Valery Averin. Photo: Kyakhta district administration, Buryatia, via VK

Valery Averin. Photo: Kyakhta district administration, Buryatia, via VK

The BBC has identified the first verified case of battlefield losses among Russian college students recruited to serve in the country’s drone forces. The publication found that Valery Averin, a 23-year-old student from Buryatia, died near Luhansk in eastern Ukraine on April 6, just days after being sent to the front.

Averin signed a contract with Russia’s Defense Ministry in early January and trained as a drone operator. His foster mother, Oksana Afanasyeva, said his training ended in late March. On April 2, he called her for the last time and said he was going somewhere with “no network coverage.” On April 8, she was told her son had been killed by mortar fire.

“The boy spent three months training how to fly drones, and then they sent him into an assault, into the worst meat grinder — someone who had never served in the army,” Afanasyeva said. She said Averin had wanted to serve in the military but had not been accepted: “They said he was mentally unstable or something. He deceived me, said he had gone to earn money at [retail platform] Wildberries. And when I found out he had signed a [military] contract, I nearly lost my mind.”

Valery Averin was raised in an orphanage until age 11, then placed with a foster family.
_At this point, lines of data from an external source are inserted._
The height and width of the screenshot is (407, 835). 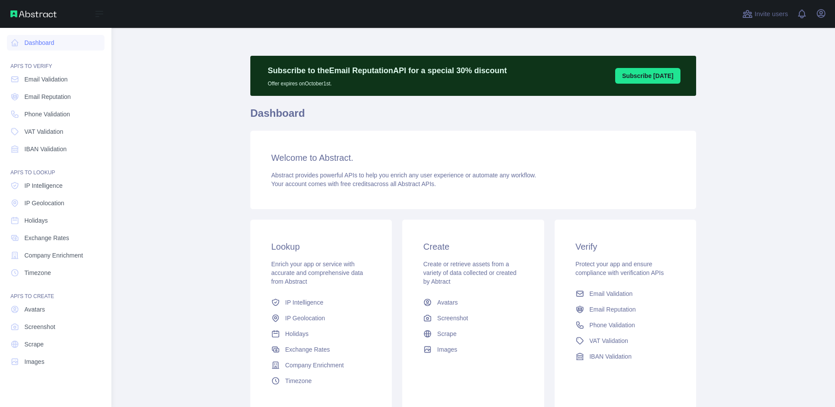 What do you see at coordinates (56, 167) in the screenshot?
I see `div: API'S TO LOOKUP` at bounding box center [56, 167].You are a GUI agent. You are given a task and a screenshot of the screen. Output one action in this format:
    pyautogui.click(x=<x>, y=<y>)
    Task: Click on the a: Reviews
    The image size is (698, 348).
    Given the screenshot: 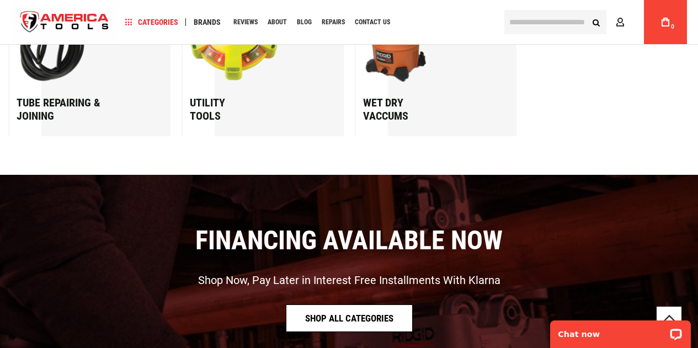 What is the action you would take?
    pyautogui.click(x=246, y=22)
At the time he signed the contract with the Russian armed forces, he was in his final year at the Buryat Republican Technical Vocational School of Construction and Industrial Technologies.

Russia’s Defense Ministry announced the creation of the Unmanned Systems Forces in mid-2025, establishing a counterpart to the military branch created in Ukraine in early 2024. A campaign to recruit students from educational institutions across the country soon followed.

The Insider has reported that Russian college students are being drawn into service with promises of large payments or tuition-free places, while also facing threats of expulsion or being barred from exams.